Vittorio Sgarbi
In those, which in my opinion are the most emblematic of Eleonora Pulcini’s paintings, I sense, like a latent doubt, a suspicion that our world might not be “the best of the possible worlds”, as Leibniz would quote. It is an imperfect world, the one that stopped Pulcini, Roman born, Australian adopted, to have an uninterrupted memory in relation to her life, faithful to those same places, same people and same emotions.
Leibniz had his religious beliefs to sustain his logic certainties: if God is perfection even the world he created must be so.
But what if Faith is not there to assist us, can we strive for perfection elsewhere?

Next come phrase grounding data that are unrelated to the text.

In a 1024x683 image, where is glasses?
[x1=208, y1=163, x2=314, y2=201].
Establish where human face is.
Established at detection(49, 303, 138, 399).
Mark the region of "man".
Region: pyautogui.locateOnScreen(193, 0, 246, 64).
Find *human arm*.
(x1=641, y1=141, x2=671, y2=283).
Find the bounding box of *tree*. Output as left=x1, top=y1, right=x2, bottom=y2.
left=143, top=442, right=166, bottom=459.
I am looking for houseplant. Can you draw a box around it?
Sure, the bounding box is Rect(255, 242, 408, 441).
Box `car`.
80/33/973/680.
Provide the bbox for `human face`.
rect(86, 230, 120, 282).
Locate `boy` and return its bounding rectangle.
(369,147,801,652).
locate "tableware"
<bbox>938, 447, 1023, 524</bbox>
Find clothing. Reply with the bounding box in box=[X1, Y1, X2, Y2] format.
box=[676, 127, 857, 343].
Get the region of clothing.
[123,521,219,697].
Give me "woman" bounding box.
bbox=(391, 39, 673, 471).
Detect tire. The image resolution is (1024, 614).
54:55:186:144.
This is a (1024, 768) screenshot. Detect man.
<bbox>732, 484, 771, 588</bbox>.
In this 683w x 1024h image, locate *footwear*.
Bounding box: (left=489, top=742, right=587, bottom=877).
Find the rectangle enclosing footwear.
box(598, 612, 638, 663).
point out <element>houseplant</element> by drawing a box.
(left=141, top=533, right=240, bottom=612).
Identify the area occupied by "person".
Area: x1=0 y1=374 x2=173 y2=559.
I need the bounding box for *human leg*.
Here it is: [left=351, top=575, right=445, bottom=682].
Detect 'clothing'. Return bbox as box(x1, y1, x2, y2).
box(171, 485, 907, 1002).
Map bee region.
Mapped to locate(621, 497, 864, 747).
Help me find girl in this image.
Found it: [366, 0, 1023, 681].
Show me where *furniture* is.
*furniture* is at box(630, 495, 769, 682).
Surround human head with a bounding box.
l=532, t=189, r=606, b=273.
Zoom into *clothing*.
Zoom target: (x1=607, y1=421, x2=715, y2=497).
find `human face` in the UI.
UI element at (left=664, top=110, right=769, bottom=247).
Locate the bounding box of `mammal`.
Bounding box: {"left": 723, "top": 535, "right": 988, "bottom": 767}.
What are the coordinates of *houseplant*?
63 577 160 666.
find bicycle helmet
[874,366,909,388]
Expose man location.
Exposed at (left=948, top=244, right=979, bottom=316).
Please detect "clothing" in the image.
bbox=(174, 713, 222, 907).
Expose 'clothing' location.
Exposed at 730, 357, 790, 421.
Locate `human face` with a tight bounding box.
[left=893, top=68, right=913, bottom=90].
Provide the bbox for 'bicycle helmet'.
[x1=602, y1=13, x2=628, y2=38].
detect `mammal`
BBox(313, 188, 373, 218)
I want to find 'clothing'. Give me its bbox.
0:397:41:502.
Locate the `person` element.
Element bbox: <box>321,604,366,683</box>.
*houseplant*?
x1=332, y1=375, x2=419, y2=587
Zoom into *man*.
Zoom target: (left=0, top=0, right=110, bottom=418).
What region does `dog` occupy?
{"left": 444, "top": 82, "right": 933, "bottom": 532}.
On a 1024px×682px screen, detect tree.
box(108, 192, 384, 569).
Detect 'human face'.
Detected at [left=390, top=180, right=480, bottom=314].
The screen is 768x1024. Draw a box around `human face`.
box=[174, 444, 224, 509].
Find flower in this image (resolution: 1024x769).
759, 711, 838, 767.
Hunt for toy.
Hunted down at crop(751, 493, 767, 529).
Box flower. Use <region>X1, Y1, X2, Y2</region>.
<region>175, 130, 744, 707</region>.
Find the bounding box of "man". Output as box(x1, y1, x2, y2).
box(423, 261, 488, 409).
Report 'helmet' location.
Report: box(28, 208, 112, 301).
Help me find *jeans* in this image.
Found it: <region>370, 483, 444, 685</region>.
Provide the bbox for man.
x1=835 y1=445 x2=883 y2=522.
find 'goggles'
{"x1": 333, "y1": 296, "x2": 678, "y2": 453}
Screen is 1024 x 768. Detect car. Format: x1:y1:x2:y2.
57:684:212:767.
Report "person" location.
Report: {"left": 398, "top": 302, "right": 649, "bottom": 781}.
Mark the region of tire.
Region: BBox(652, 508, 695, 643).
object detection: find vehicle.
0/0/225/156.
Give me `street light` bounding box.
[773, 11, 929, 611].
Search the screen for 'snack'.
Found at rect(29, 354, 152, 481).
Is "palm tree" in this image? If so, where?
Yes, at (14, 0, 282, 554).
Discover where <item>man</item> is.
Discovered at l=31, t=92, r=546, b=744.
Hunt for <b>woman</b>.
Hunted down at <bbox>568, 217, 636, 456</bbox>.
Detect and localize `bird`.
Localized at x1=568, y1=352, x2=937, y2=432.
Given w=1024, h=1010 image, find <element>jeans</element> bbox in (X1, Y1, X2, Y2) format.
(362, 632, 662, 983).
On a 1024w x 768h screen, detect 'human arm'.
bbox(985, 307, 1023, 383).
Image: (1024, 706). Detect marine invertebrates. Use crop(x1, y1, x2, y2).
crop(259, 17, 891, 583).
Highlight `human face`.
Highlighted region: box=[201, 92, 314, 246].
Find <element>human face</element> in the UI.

Find it in those things that aren’t perfect, but could we still conceive them as if they were?
There is no need to change the cards entirely, Nature is already fascinating the way it appears to us and in Australia we can understand that better than anywhere else. But maybe it could be even more fascinating if we try to mutate some of its aspects in order to make it more plausible, now having consistency, which under normal circumstances would be highly unlikely.
Imagine skies where we could see not just the closer stars and planets but even the far away constellations, giving our eyes the abilities of powerful telescopes. Imagine a mythological bird soaring from the ocean’s water at sunset, nurtured by the fiery reds unloaded from the clouds down low. IMAGINE, this is the magic word.
Whether or not our world is perfect, our mind is capable of creating other, not less intriguing, worlds through Art.
Sceneries of infinite fantastic narratives in which every element speaks about itself without having to appeal (refer) to other things, much less to humans, a negligible influence not only in the events of the Universe, but also in the meanderings of Pulcini’s imagination.
A single presence in her paintings, her mind, which everything causes, and everything contains.
If God really is perfection, then so are even these places imagined by Pulcini.
“The best of the IMPOSSIBLE worlds”, is what a painter must represent.”